The only practical difference between libraries is how you wrap the source array in a dask array:

  • JAX and CuPy expose NumPy-compatible dtype objects, so dask.array.from_array() works without any extra arguments.

  • PyTorch uses its own dtype objects (torch.complex64, etc.) which are not recognised by NumPy at graph-construction time, so dask.array.from_delayed() with an explicit dtype is required.

JAX

dask.array.from_array() works directly with jax.Array objects. Each chunk will be a jax.Array; dask-ms converts it to NumPy inside the write task.

import dask
import dask.array as da
import jax.numpy as jnp
from daskms import xds_from_ms, xds_to_table

ms = "path/to/data.ms"
ds = xds_from_ms(ms, columns=["DATA"], group_cols=[],
                 chunks={"row": 100})[0]
dims, chunks = ds.sizes, ds.chunks

jax_data = jnp.zeros(
    (dims["row"], dims["chan"], dims["corr"]), dtype=jnp.complex64
)
da_data = da.from_array(
    jax_data, chunks=(chunks["row"], dims["chan"], dims["corr"])
)
new_ds = ds.assign(DATA=(("row", "chan", "corr"), da_data))
dask.compute(xds_to_table(new_ds, ms, ["DATA"]))

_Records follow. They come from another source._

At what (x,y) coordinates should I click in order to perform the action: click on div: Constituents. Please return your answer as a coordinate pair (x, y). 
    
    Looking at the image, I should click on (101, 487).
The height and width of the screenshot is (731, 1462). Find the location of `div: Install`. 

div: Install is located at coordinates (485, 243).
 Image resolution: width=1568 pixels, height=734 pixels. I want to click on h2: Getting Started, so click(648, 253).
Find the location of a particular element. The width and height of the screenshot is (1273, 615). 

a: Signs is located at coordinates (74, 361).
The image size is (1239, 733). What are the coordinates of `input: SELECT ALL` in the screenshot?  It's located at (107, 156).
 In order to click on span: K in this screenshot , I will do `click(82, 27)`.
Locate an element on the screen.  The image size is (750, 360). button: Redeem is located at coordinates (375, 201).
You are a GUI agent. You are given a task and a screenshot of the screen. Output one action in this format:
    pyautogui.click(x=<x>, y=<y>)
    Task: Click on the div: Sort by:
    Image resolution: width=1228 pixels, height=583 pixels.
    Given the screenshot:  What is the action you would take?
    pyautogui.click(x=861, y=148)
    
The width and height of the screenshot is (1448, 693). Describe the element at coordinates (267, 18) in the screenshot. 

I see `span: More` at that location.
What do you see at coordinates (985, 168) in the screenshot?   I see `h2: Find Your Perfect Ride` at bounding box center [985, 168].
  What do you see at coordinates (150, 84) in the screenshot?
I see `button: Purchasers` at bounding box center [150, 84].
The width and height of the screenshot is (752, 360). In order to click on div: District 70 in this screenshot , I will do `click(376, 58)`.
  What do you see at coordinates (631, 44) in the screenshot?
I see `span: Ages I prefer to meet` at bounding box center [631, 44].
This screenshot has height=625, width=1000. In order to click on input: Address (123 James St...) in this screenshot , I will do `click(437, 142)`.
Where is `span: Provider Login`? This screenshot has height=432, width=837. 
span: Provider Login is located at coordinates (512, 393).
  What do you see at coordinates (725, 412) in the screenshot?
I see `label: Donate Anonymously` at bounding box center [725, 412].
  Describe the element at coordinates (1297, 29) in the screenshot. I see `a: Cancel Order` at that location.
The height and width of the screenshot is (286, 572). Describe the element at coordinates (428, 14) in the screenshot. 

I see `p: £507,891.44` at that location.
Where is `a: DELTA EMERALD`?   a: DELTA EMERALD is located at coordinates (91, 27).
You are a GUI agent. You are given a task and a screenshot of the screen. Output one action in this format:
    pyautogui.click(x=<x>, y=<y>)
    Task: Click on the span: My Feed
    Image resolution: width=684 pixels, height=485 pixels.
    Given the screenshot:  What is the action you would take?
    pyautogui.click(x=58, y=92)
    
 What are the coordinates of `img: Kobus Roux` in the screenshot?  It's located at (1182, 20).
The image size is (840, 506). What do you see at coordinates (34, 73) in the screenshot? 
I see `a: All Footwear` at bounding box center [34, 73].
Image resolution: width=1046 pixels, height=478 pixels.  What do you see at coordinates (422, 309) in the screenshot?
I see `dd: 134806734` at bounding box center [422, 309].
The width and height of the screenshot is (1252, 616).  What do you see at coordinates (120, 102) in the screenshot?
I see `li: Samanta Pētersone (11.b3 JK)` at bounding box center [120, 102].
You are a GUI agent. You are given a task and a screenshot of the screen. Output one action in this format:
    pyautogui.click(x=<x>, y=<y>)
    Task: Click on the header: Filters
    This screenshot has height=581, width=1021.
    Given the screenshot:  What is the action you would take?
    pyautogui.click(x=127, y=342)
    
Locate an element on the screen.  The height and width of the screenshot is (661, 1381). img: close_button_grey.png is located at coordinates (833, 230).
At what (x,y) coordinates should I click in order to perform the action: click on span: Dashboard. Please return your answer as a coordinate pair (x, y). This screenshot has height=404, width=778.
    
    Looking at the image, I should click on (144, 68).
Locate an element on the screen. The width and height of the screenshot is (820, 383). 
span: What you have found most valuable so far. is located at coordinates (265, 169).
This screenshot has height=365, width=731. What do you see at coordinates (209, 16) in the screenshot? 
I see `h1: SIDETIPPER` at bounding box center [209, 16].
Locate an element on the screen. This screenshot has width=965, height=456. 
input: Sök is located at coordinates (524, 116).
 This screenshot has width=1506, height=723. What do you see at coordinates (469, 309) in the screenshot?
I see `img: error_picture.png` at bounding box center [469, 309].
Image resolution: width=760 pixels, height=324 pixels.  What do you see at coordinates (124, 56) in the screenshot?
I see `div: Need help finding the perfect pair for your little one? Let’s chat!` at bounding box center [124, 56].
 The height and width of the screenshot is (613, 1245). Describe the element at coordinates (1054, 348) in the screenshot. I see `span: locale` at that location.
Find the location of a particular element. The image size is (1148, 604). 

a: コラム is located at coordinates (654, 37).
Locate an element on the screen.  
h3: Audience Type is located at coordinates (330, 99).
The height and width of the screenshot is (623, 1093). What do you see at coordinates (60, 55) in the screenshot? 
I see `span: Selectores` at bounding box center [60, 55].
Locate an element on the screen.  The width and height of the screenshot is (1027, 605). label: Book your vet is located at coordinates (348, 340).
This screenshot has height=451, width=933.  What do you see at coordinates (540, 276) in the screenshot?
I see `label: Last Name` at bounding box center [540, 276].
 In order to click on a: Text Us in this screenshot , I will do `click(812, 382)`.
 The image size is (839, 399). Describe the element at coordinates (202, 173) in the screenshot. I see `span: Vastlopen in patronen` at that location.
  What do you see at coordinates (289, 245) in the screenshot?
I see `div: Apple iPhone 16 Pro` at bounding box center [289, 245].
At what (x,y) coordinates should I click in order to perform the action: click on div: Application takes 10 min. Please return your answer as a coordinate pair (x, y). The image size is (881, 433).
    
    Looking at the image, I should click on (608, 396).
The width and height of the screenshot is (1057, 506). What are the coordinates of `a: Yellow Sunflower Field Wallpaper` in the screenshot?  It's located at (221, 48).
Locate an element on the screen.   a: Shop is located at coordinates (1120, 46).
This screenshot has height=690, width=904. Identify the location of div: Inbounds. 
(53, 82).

This pattern also applies when jax.Array objects are produced per-chunk, for example from a dask.array.map_blocks() call over a JAX-jitted function:

import jax

@jax.jit
def predict(uvw_chunk):
    ...  # returns a jax.Array of shape (row, chan, corr)

da_data = da.map_blocks(
    predict, ds.UVW.data,
    dtype="complex64",
    new_axis=[1, 2],
    chunks=(chunks["row"], dims["chan"], dims["corr"]),
)

CuPy

CuPy arrays live on the GPU. dask.array.from_array() introspects the dtype correctly, and dask-ms transfers each chunk to CPU inside the write task via cupy.ndarray.get().

import dask
import dask.array as da
import cupy as cp
from daskms import xds_from_ms, xds_to_table

ms = "path/to/data.ms"
ds = xds_from_ms(ms, columns=["DATA"], group_cols=[],
                 chunks={"row": 100})[0]
dims, chunks = ds.sizes, ds.chunks

cupy_data = cp.zeros(
    (dims["row"], dims["chan"], dims["corr"]), dtype=cp.complex64
)
da_data = da.from_array(
    cupy_data, chunks=(chunks["row"], dims["chan"], dims["corr"])
)
new_ds = ds.assign(DATA=(("row", "chan", "corr"), da_data))
dask.compute(xds_to_table(new_ds, ms, ["DATA"]))

PyTorch

PyTorch tensor dtype objects (torch.complex64, etc.) are not NumPy-compatible, so dask.array.from_array() cannot introspect the dtype at graph-construction time. Use dask.array.from_delayed() with an explicit NumPy dtype string instead, building one delayed chunk per row-chunk:

import dask
import dask.array as da
import torch
from daskms import xds_from_ms, xds_to_table

ms = "path/to/data.ms"
ds = xds_from_ms(ms, columns=["DATA"], group_cols=[],
                 chunks={"row": 100})[0]
dims, chunks = ds.sizes, ds.chunks

device = "cuda:0" if torch.cuda.is_available() else "cpu"
torch_data = torch.zeros(
    dims["row"], dims["chan"], dims["corr"],
    dtype=torch.complex64, device=device,
)

parts, row = [], 0
for rc in chunks["row"]:
    chunk = torch_data[row: row + rc]
    parts.append(
        da.from_delayed(
            dask.delayed(chunk),
            shape=(rc, dims["chan"], dims["corr"]),
            dtype="complex64",  # NumPy dtype — no torch dependency here
        )
    )
    row += rc
da_data = da.concatenate(parts, axis=0)

new_ds = ds.assign(DATA=(("row", "chan", "corr"), da_data))
dask.compute(xds_to_table(new_ds, ms, ["DATA"]))

For CUDA tensors, the device-to-host transfer (tensor.to("cpu")) is performed inside each write task. For CPU tensors no copy is made at the dask layer.